You might need to define the TF from the command line function, rather than in the simulink block; I think the block throws an error when you give it complex coefficients. This is surprising to me, so maybe I'm missing something.
Edit: That's not it, I just wasn't thinking in s-domain.
Here are a few other things I notice about this model that might be important:
- The first BP filter is specified in Hz, rather than rad/s. This means you're inadvertently BPing well away from the plant's resonance.
- You're computing the 'amplitude' by low passing the bandpassed signal. But what's done in the model is an RMS followed by lowpass. That is, the squared signal is scaled and lowpassed. Otherwise, you should get zero (BP near 1kHz followed by LP at 10s of Hz, with no nonlinear steps => 0)
- You don't have the loop shaping filter, typically included in the PWRCTRL filter module. This contains the integrator needed to reach the correct setpoint (on long time scales, else you'll reach some offset from the setpoint) and an extra zero to increase the UGF.
- The butterworth LP on the lower path has a pretty high cutoff, usually I set this at a few to 10 Hz.
- The saturation gives a clean square wave iff there is a large gain just before, otherwise it gives a square wave with some rise/fall time where the original sine was crossing zero.

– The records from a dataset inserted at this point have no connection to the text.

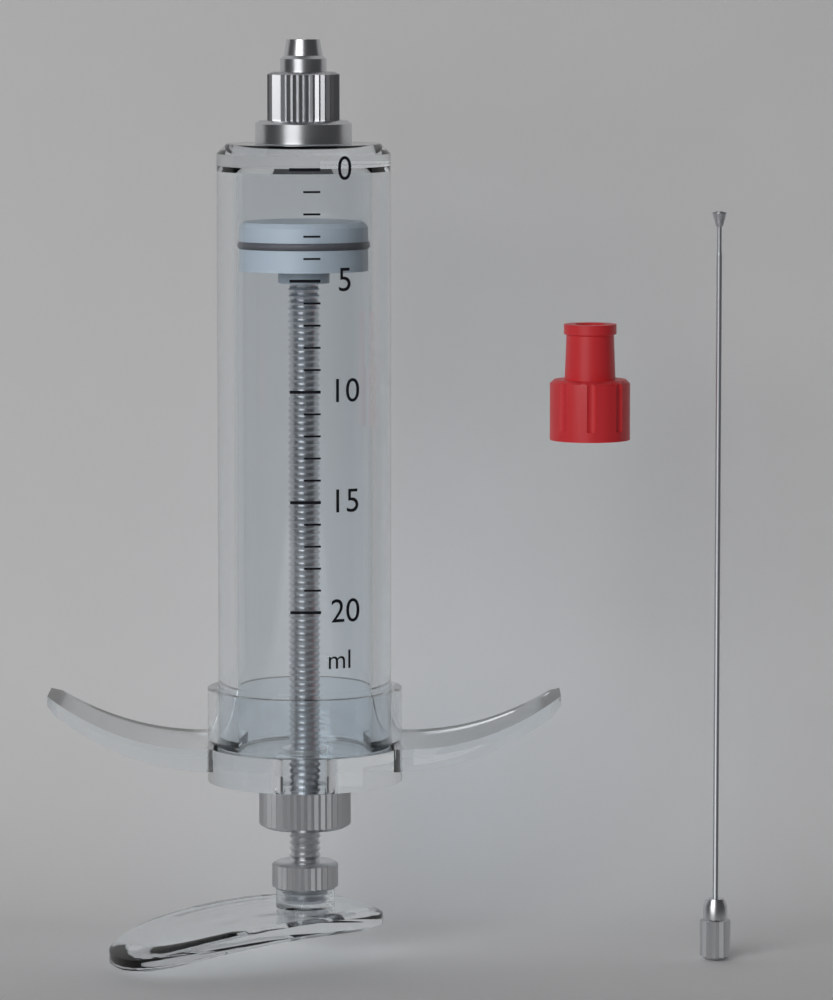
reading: 2.5 ml
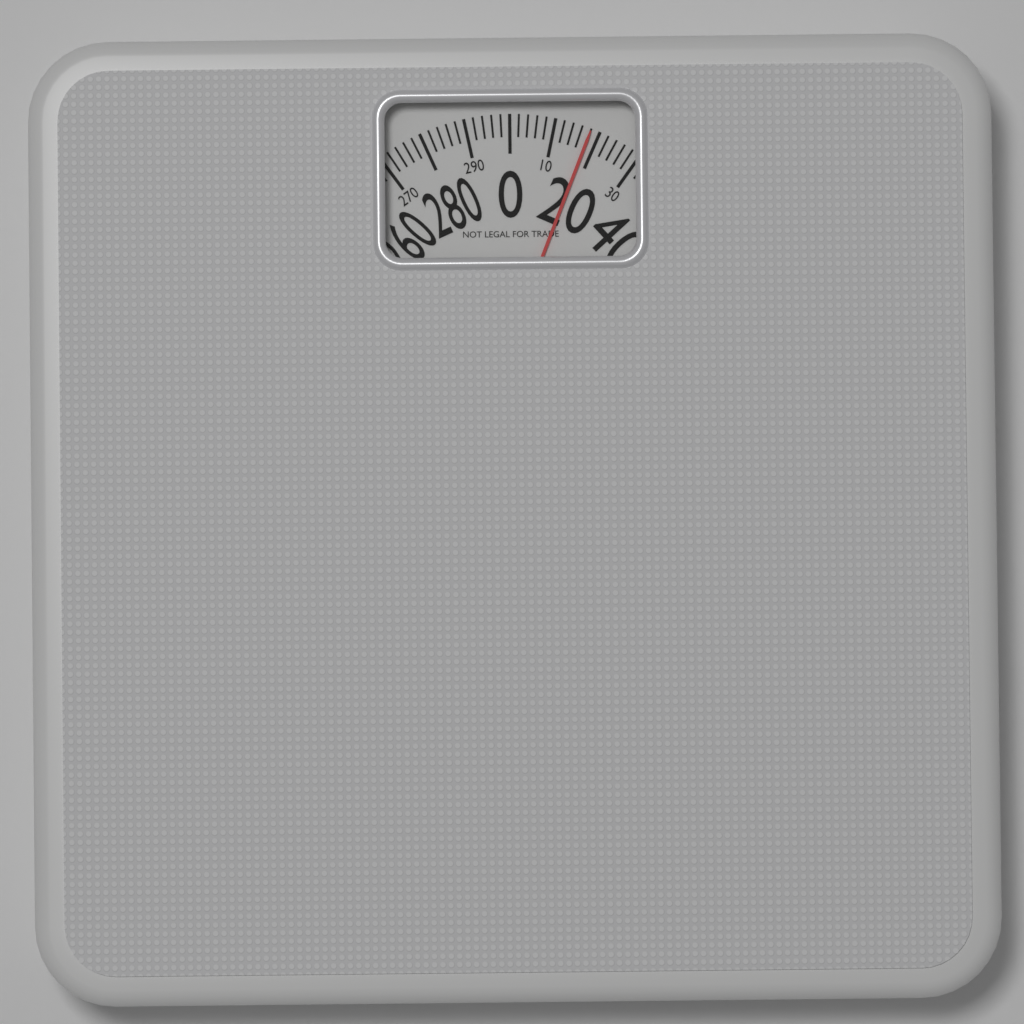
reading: 18 (no unit)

- This is the source of at least some problems. Whenever I was increasing this gain, I found the output of differentiator decreased proportionally. I was also eventually getting some errors from the saturation block about detecting too many zero crossings. Turning off zero crossing detection at the saturation block solved both of these issues. In retrospect, this makes sense -- zero crossing detection is meant to smooth out discontinuities by decreasing the step size until they go away; this block is intentionally introducing such a discontinuity.
- The laplace transform of an exponentially decaying sine has all positive real coefficients in the denominator. While the frequency-domain transfer function is what Rana posted above and has a (omega_0^2-omega^2) term, in the laplace domain it's different. I'd guess this is why you're geting a divergence.